Elvis Costello, singer-songwriter released his album "My Aim Is True" in 1976, recorded at the Pathway Studios in London. With it sounds being a collaboration of Jump-up, this unique and recorded sound influenced many subgenres to emerge and influence current artists to change their way of mixing their vocals and instrumental recordings. The Rolling Stone magazine listed this album as the 80th greatest selling album of all time.
Jump up is a subgenre of drum and bass, which was a branch of electronic music a genre on it's own, developing in the 1990's from the old-school jungle and rave, popular in the United Kingdom. With the nightclubs sampling break beats, beats, and syncopated music mixed with subgenres ragga jungle, breakcore, hardstep and funkstep. This influenced music artists and DJs to experiment with trip hop, dubstep, techno, rock and pop.
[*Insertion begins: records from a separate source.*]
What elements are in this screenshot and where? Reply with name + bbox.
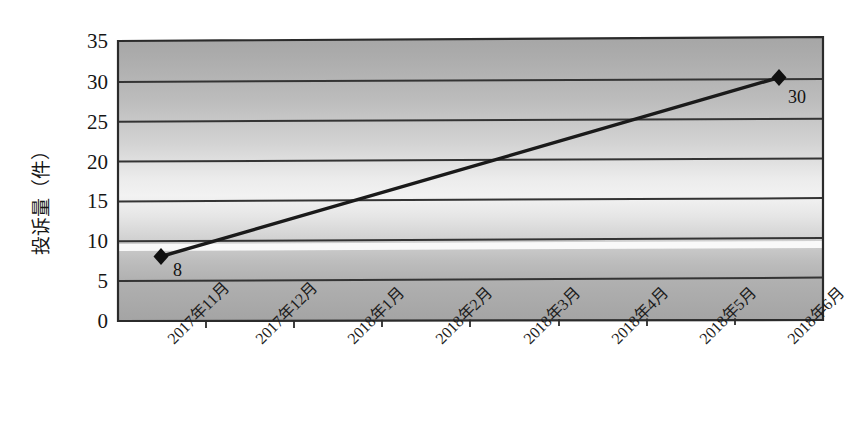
data-point-label-first: 8: [173, 260, 182, 280]
y-tick-label: 10: [87, 229, 108, 253]
y-tick-label: 5: [98, 269, 109, 293]
y-tick-label: 0: [98, 309, 109, 333]
y-tick-label: 15: [87, 189, 108, 213]
y-tick-label: 30: [87, 70, 108, 94]
line-chart: 35 30 25 20 15 10 5 0 投诉量（件） 2017年11月 20…: [0, 0, 866, 436]
y-axis-ticks: 35 30 25 20 15 10 5 0: [87, 29, 108, 333]
chart-container: 35 30 25 20 15 10 5 0 投诉量（件） 2017年11月 20…: [0, 0, 866, 436]
y-axis-title: 投诉量（件）: [30, 141, 52, 255]
plot-area: [118, 37, 823, 321]
y-tick-label: 20: [87, 150, 108, 174]
data-point-label-last: 30: [788, 87, 806, 107]
y-tick-label: 25: [87, 110, 108, 134]
y-tick-label: 35: [87, 29, 108, 53]
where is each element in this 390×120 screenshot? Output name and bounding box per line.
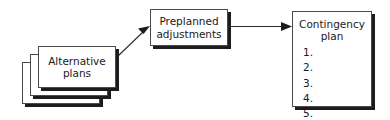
alternative-plans-node[interactable]: Alternative plans <box>38 46 116 88</box>
list-item: 4. <box>303 91 371 106</box>
contingency-plan-title-line1: Contingency <box>297 18 367 30</box>
list-item: 1. <box>303 45 371 60</box>
contingency-plan-node[interactable]: Contingency plan 1. 2. 3. 4. 5. <box>292 11 372 107</box>
preplanned-adjustments-label-line1: Preplanned <box>159 15 218 27</box>
list-item: 2. <box>303 60 371 75</box>
diagram-canvas: Alternative plans Preplanned adjustments… <box>0 0 390 120</box>
connector-preplanned-to-contingency-icon <box>229 22 292 31</box>
list-item: 5. <box>303 106 371 120</box>
alternative-plans-label-line2: plans <box>63 67 91 79</box>
alternative-plans-label-line1: Alternative <box>48 55 106 67</box>
preplanned-adjustments-node[interactable]: Preplanned adjustments <box>150 9 228 46</box>
preplanned-adjustments-label-line2: adjustments <box>156 28 221 40</box>
list-item: 3. <box>303 76 371 91</box>
contingency-plan-title: Contingency plan <box>293 18 371 42</box>
connector-alt-to-preplanned-icon <box>117 26 150 57</box>
contingency-plan-steps: 1. 2. 3. 4. 5. <box>293 45 371 120</box>
contingency-plan-title-line2: plan <box>297 30 367 42</box>
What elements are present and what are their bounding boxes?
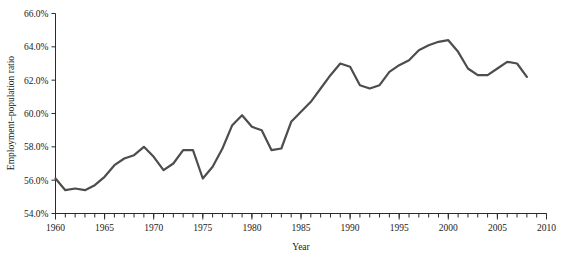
x-tick-label: 1960 [46, 223, 65, 233]
x-tick-label: 1970 [144, 223, 163, 233]
y-axis-ticks [52, 14, 56, 214]
x-axis-title: Year [292, 242, 310, 252]
x-tick-label: 2010 [537, 223, 556, 233]
x-tick-label: 1975 [193, 223, 212, 233]
line-chart: 54.0%56.0%58.0%60.0%62.0%64.0%66.0% 1960… [0, 0, 564, 257]
x-tick-label: 1990 [341, 223, 360, 233]
chart-container: 54.0%56.0%58.0%60.0%62.0%64.0%66.0% 1960… [0, 0, 564, 257]
y-tick-label: 60.0% [24, 109, 49, 119]
y-axis-title: Employment–population ratio [6, 56, 16, 170]
y-tick-label: 56.0% [24, 176, 49, 186]
y-tick-label: 58.0% [24, 142, 49, 152]
y-axis-tick-labels: 54.0%56.0%58.0%60.0%62.0%64.0%66.0% [24, 9, 49, 219]
y-tick-label: 54.0% [24, 209, 49, 219]
series-line-employment-population-ratio [56, 40, 527, 190]
x-tick-label: 1995 [390, 223, 409, 233]
y-tick-label: 62.0% [24, 76, 49, 86]
x-tick-label: 1985 [292, 223, 311, 233]
y-tick-label: 64.0% [24, 42, 49, 52]
x-axis-major-ticks [56, 214, 547, 220]
x-tick-label: 1980 [242, 223, 261, 233]
data-series-group [56, 40, 527, 190]
x-tick-label: 2005 [488, 223, 507, 233]
y-tick-label: 66.0% [24, 9, 49, 19]
x-tick-label: 1965 [95, 223, 114, 233]
x-tick-label: 2000 [439, 223, 458, 233]
x-axis-tick-labels: 1960196519701975198019851990199520002005… [46, 223, 556, 233]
Many musicians feature hip-hop samples, light-hearted vocals and rhythms with a strong and loud baseline to maintain an exploding sound. Jump Up developed by the crowds "jumping up" and dancing when tracks with ambient intros started, often breaking into breakbeats. 1995 saw a revival of this genre, suburban bass artists DJ Hype and the Dream Team, released "Yeah Man Remix" in 1995, allowing the style to be completely reversed and rewritten with it's ability to mix breakbeat motions with tech-step.
In today's music interpretation records originally made with the "Jump Up" collaboration can only be called "drum and bass", only the tunes recorded with a softer and lighter feel can be associated with Jump Up. 2016's music scene has started to bring back the history of Jump Up, by mixing and playing soft breakbeats in the background or their songs.